I was a handsome black man,and many people accepted me, for my good looks. Many didn't. I wanted to see, what it would be like to be white, but my grandmother taught me to hold my head up high. " Be proud of who you are, and where you come from my son" she would say, hugging me goodbye, for the thousandth time in my life. She was a good grandmother, and a jem, straight out of Africa. She wore all traditional clothing, I didn't. She looked great in it. I wanted to dress American style, to blend in.


This new town, was hostile. They would avoid my eyes, and hurry by. One little girl said " hi mister, what colour is your blood" I laughed at this question. Out of the mouths of babes. I guess she thought my black ebony skin, had a different colour of blood. I was raised to believe, we all have the blood of Christ, and the little ones comment, was a laugh only I understood. Her mother grabbed her arm, and drug her away from me, as fast as she could. I told my grandmother, of the conversation with the girl, she laughed the whole time, I told her of it. " Son your a card, no one else can draw", she would say to me, on our weekly phone calls that occurred, since I had moved to "Hicksville".

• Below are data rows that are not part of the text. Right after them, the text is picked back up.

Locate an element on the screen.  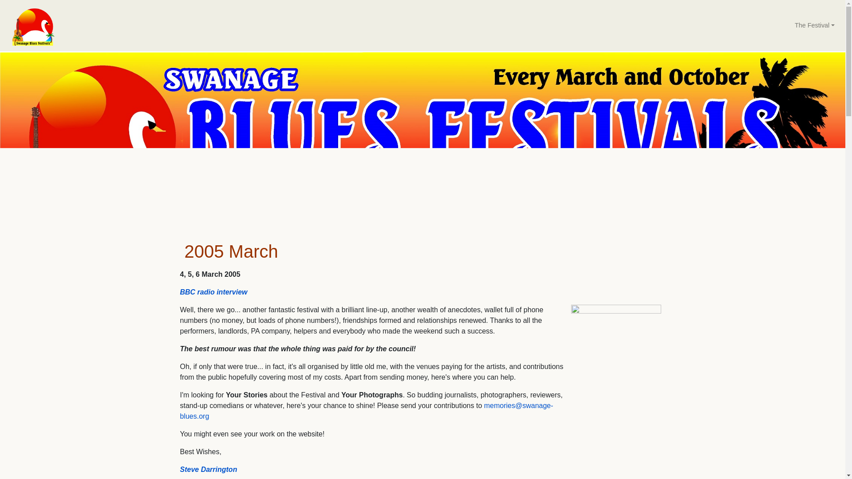
BBC radio interview is located at coordinates (214, 292).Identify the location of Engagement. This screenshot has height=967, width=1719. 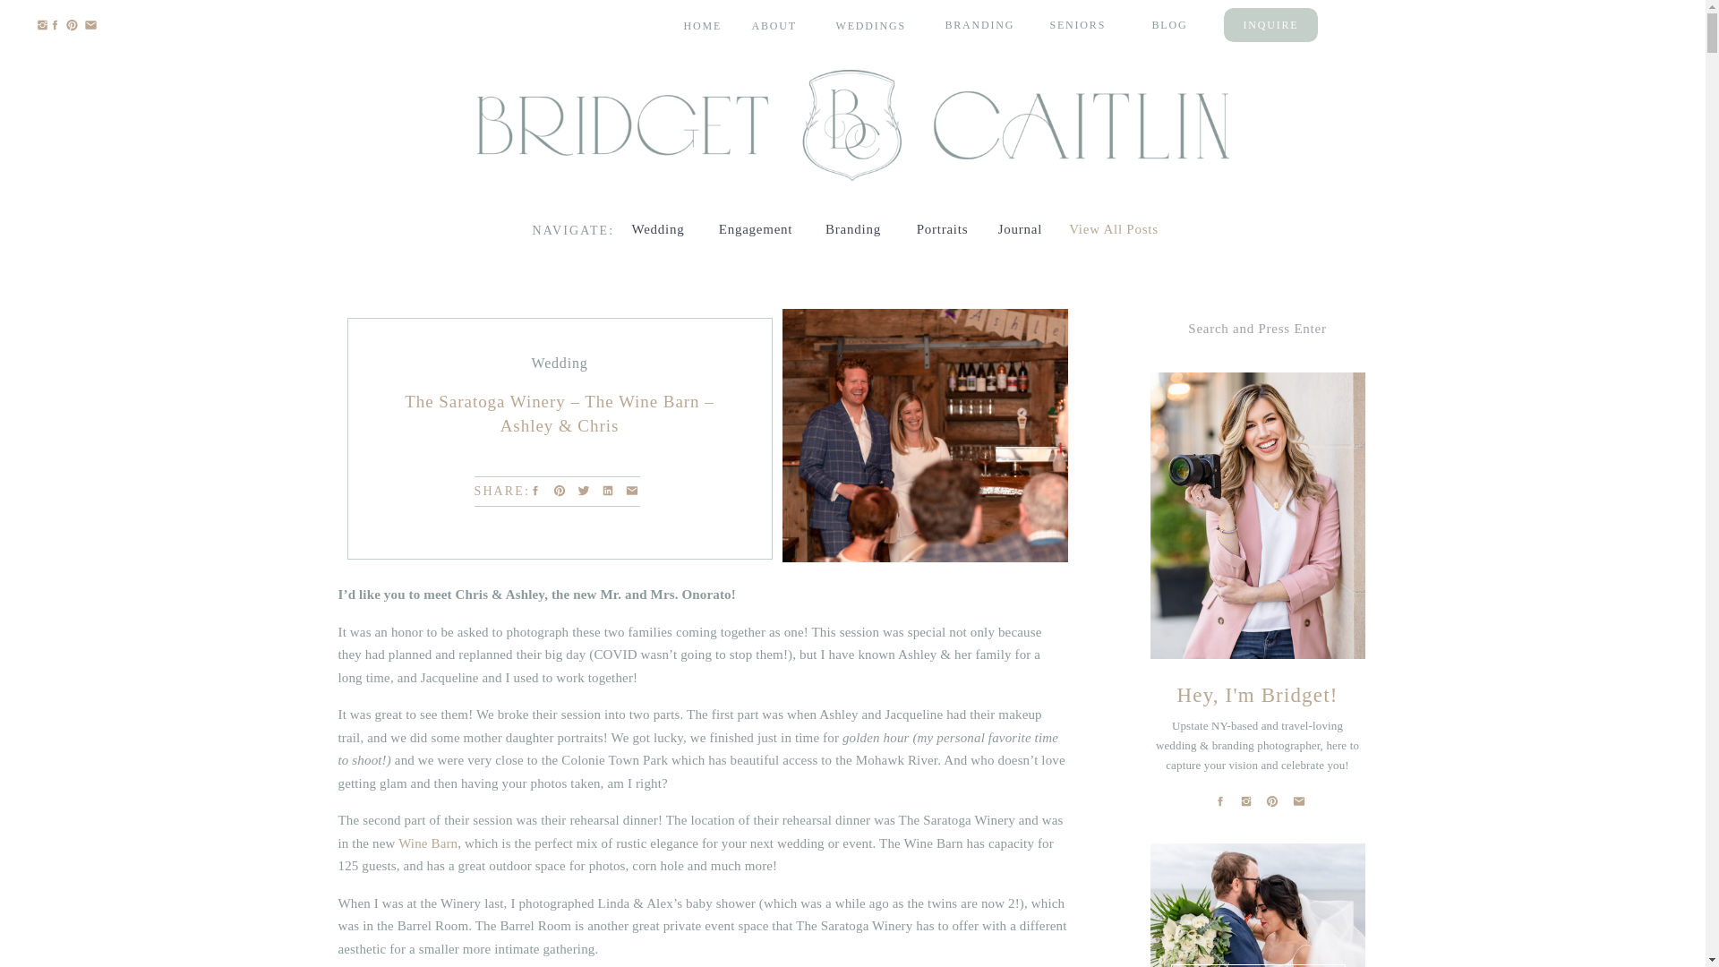
(755, 227).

Our second visit, was better than the first one. " Don like your kind" girl was softening up to me. She turned every session into a question period about my life. I told her what I ate, where I went to school, college and all about my grandmother. She finally said one day to me at the end of our session, ," I was raised racist, but yer just a human". I laughed at her, as hard as I laughed, at the little girl,with the blood colour. " Yes, I replied, I" I'm only human like you." She looked me in the eye now, and finally told me that she couldn't find a job that she could keep, and wondered why. The barrage of questions about me, had ceased. we were onto her problems. I calculated, about a hundred and sixty dollars later, that after she got to know I was just a normal guy. Now, she started telling me her own problems.

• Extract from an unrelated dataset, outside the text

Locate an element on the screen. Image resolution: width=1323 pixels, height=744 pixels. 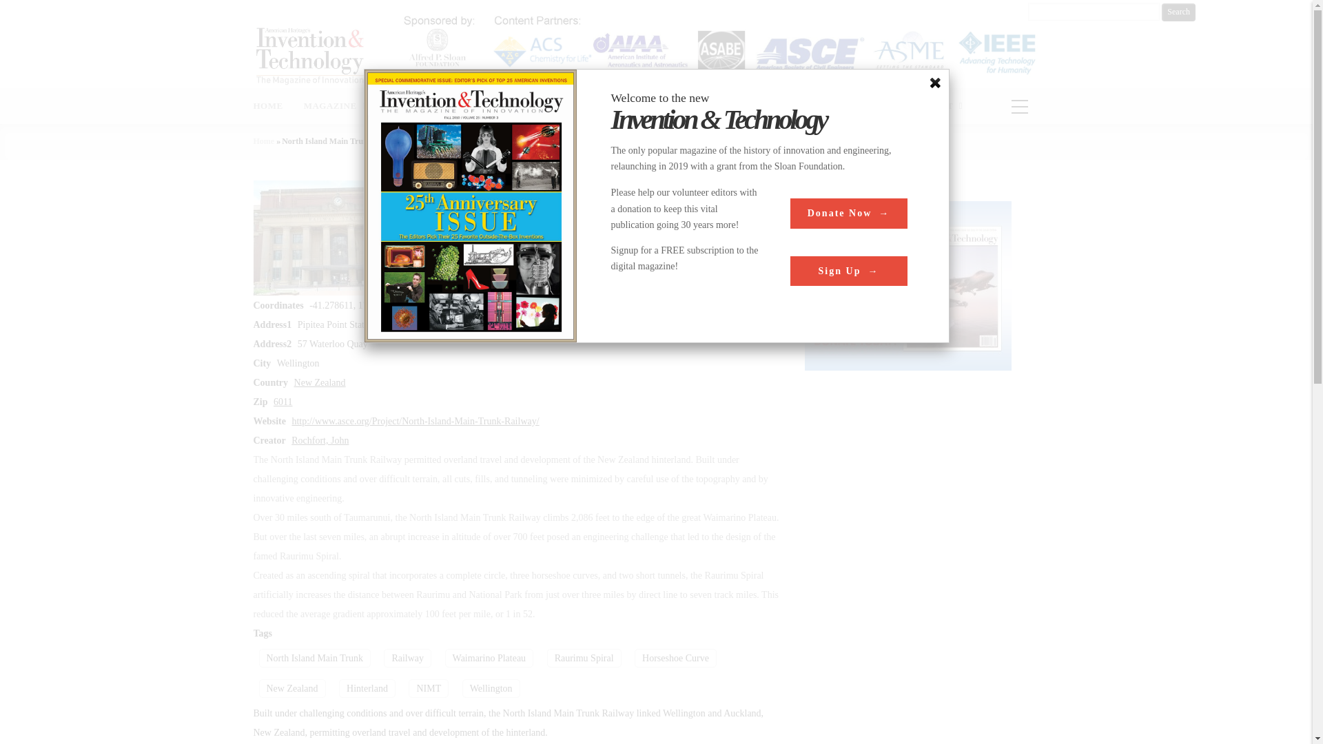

I was getting busier and busier in my practice. I stopped going to the fields, with the white guys, to pick rocks, for the farmers. They all said goodbye when I quit and had a big lunch for my goodbye. With roasted bison, and something called boiled stinging nettle, and boiled new baby potatoes straight from the garden. I told them, that if I slowed down at my office, I would come back and help them save their combine bottom, oil pans from the rocks. I would miss my weekend workouts, on the farms with them. Their wives were always generous, and kind to me.


I was in need of a receptionist now. I was busier, than I had ever been, in my old home town. It was like many of them came in, to talk about me. I always shifted the conversation around to them, and they left feeling like I cared about their dillemmas. I really did, and many people on the street, said hello to me now. I was getting to be a respected member of Hicksville, as I called it.

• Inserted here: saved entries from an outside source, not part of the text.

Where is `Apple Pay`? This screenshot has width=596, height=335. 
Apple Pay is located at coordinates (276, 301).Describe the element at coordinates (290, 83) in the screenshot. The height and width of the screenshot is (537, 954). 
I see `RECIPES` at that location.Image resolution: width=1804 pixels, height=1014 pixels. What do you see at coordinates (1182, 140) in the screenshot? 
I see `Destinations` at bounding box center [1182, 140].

The young woman, who couldn't keep a job,asked me one day if I would hire her. I agreed, and told her to start on Monday. She warmed up to me, and put whole new perspective on this town. She taught me, that the Town Fair in the summer, was a big deal. Her ma's prize winning bread, was a big deal. First prize every year, it won. She taught me that the owner of " Good Good Mart" was a small minded jerk. He had fired her, after, he had pinched her butt everyday, for two weeks. I now shopped, at her cousins grocery store, "Fresh Foods". She taught me, that, the people just wanted to know someone different, and that if you were the same inside, they would love you. If you loved their kindness, they loved you. The free food that the town brought me, ducks, they hunted every year, and cleaned themselves, garden vegetables, bison, moose sausage, fresh peaches and cream corn in the husk. She liked my kind now, and I stopped calling it "Hicksville". Im in my sixties now, and my receptionist has been with me, for thirty years. She kept her job. I learned what community meant. She learned, that we are all people. My practise, is booked solid. I am a well respected, only black man, in town and, very happy with my life. Raven, is not "Hicksville" anymore it's my home. The people taught that they are just people too. The people in "Hicksville" turned it into "Raven", my home forever.